Behind a bureau in Sam Gottesman's Squirrel Hill apartment — blocks from the Tree of Life Synagogue — is a collage of photos from his life. There are pictures of family gatherings, his wedding — and some grainy black and white photos of people in prison uniforms.
"This is the liberation in Hanover," he says, pointing to the camp in Germany he was in when the war ended. Five men are staring at the camera, their faces gaunt, but smiling. He explains the photo was taken by an American soldier.
He was at synagogue last Saturday morning, when news of a shooting at a different temple — Tree of Life — raced through the building.
"The news came right over when the first shooting happened," he says. "We didn't know details, but we knew something happened."
Soon enough the details would come through — 11 dead, shot by a man who said he wanted to kill Jews.

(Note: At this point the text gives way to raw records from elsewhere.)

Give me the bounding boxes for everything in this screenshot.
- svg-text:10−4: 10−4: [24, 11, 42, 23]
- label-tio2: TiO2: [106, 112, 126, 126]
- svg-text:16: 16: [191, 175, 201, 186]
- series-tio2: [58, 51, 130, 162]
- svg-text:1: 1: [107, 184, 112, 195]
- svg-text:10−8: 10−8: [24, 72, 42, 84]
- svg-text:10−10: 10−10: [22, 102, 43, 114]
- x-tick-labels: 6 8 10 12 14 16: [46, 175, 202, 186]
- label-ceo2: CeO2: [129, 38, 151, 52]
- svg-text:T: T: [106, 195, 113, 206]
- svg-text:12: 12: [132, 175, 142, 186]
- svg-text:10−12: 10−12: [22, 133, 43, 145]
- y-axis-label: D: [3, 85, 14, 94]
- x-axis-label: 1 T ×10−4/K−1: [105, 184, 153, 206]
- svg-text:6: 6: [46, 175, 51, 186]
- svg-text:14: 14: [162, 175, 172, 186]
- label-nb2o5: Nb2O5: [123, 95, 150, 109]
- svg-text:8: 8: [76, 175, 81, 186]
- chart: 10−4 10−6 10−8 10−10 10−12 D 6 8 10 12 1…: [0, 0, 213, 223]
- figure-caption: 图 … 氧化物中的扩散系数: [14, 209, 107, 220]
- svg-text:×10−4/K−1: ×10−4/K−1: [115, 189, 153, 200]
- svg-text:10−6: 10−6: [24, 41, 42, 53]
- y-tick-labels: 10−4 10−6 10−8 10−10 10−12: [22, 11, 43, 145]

Gottesman wasn't shocked that something like this could happen here.
What happened at the Tree of Life is like "what happened 70 years back ... only on a small scale."

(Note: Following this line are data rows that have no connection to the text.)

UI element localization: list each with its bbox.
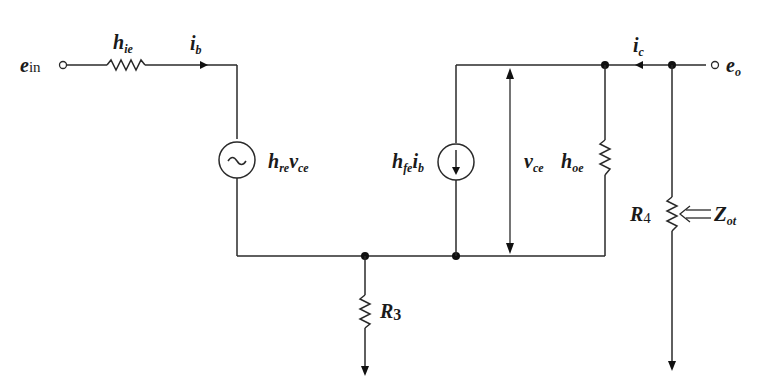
hre-vce-label: hrevce [268, 150, 309, 175]
r3-resistor-icon [360, 295, 370, 328]
ground-arrow-icon [668, 361, 676, 371]
r4-resistor-icon [667, 197, 677, 231]
r3-label: R3 [379, 300, 401, 323]
zot-label: Zot [713, 202, 737, 228]
zot-arrow-icon [680, 206, 711, 222]
vce-label: vce [524, 150, 544, 175]
ib-arrow-icon [200, 61, 208, 69]
eo-label: eo [726, 54, 741, 79]
circuit-svg: ein hie ib hrevce hfeib vce hoe ic eo R3… [0, 0, 773, 391]
hoe-resistor-icon [600, 140, 610, 175]
hoe-label: hoe [561, 150, 584, 175]
hie-label: hie [113, 31, 133, 56]
r4-label: R4 [629, 203, 651, 226]
ic-label: ic [633, 34, 645, 59]
ib-label: ib [190, 32, 202, 57]
circuit-diagram: ein hie ib hrevce hfeib vce hoe ic eo R3… [0, 0, 773, 391]
ground-arrow-icon [361, 366, 369, 376]
output-terminal-icon [712, 62, 719, 69]
input-terminal-icon [60, 62, 67, 69]
ic-arrow-icon [635, 61, 643, 69]
hfe-ib-label: hfeib [392, 150, 424, 175]
ein-label: ein [20, 54, 41, 76]
hie-resistor-icon [107, 60, 145, 70]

Anti-Semitism is something he's been living with his whole life, he says.
"The world considers me [a] Jew," he says, and some people think Jews are "something different than the rest of the world."
Gottesman was born in 1923, in the former Czechoslovakia. He survived the Holocaust, but most of his family did not. One day, they were evicted from the ghetto they were living in, and sent on a train to Auschwitz.

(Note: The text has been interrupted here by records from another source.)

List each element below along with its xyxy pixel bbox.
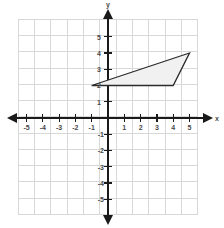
y-tick-label-5: 5 xyxy=(97,34,101,41)
y-tick-label-2: 2 xyxy=(97,82,101,89)
x-tick-label--1: -1 xyxy=(89,124,95,131)
tick-labels: -5 -4 -3 -2 -1 1 2 3 4 5 5 4 3 2 1 -1 -2… xyxy=(23,1,219,203)
x-axis-label: x xyxy=(215,115,219,122)
coordinate-plane-figure: -5 -4 -3 -2 -1 1 2 3 4 5 5 4 3 2 1 -1 -2… xyxy=(0,0,224,228)
axes xyxy=(7,9,213,225)
y-tick-label-3: 3 xyxy=(97,66,101,73)
y-tick-label--3: -3 xyxy=(98,164,104,171)
x-tick-label-4: 4 xyxy=(171,124,175,131)
y-tick-label--1: -1 xyxy=(98,131,104,138)
x-tick-label-3: 3 xyxy=(155,124,159,131)
y-tick-label-4: 4 xyxy=(97,50,101,57)
x-axis-arrow-left xyxy=(7,113,17,123)
y-tick-label--4: -4 xyxy=(98,180,104,187)
x-tick-label-2: 2 xyxy=(139,124,143,131)
graph-canvas: -5 -4 -3 -2 -1 1 2 3 4 5 5 4 3 2 1 -1 -2… xyxy=(0,0,224,228)
x-tick-label--3: -3 xyxy=(56,124,62,131)
y-tick-label--2: -2 xyxy=(98,147,104,154)
x-axis-arrow-right xyxy=(203,113,213,123)
x-tick-label--2: -2 xyxy=(72,124,78,131)
y-tick-label-1: 1 xyxy=(97,99,101,106)
y-axis-arrow-up xyxy=(103,9,113,19)
y-tick-label--5: -5 xyxy=(98,196,104,203)
x-tick-label--5: -5 xyxy=(23,124,29,131)
y-axis-label: y xyxy=(106,1,110,9)
x-tick-label-5: 5 xyxy=(188,124,192,131)
y-axis-arrow-down xyxy=(103,215,113,225)
x-tick-label--4: -4 xyxy=(40,124,46,131)
x-tick-label-1: 1 xyxy=(122,124,126,131)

When they got off the train, Gottesman went with other able-bodied men in one direction.
"And then we saw the elderly, women, children, on the other side, they were ordered to walk somewhere," Gottesman says. "That was the last time we saw our families."
Gottesman was shipped to a series of work camps, and later liberated by American troops. Eventually, he came to Pittsburgh.
Down the hall from Gottesman lives another Holocaust survivor from what is now Belarus, Moshe Baran.
During World War II, Baran managed to escape a Nazi work camp, and joined a group called the Jewish Partisans. They were resistance fighters that lived in the forests. They fought Nazis and saved as many Jews as they could. Their story was portrayed in the 2008 film "Defiance."
Baran managed to save his brother, sister, and mother from the ghetto they were living in, but not his father and another sister. One day they and 900 other Jews from his village were evicted from their homes, and forced to march.
"I always imagine my father holding my little sister's hand ... I'm not sure they knew where they were going," he says. "Ten minutes later they were gone, finished."
Baran says soldiers gunned them down from behind.
After the war, he eventually made his way to America.
He says he isn't surprised there are still "pockets of poison," as he calls it, in the U.S.
"I have gotten a lot of shocks in my life," he says.
Baran turns 98 next month, and still speaks publicly about his experiences in the Holocaust.
He called the rise of Holocaust denial, a common thread in the far right anti-Semitism the alleged killer Robert Bowers was a part of, "disgusting."
"Somebody here's gonna tell me it didn't happen," he says. If the Holocaust never happened, he says "where's my father, where's my sister, where's my grandmother. Where are my uncles, my cousins?"
Asked what he would do with the alleged killer, who posted hate for the Jews online because they helped refugees, Moshe Baran stops to think.
"I would like him to see people helping people — and if he didn't like refugees --I would like him to see people coming here, settling down," Baran says. "I would like to punish him by letting him see what [he] didn't want to see. This would be my punishment."
Reid Frazier is a reporter at The Allegheny Front and StateImpact Pennsylvania.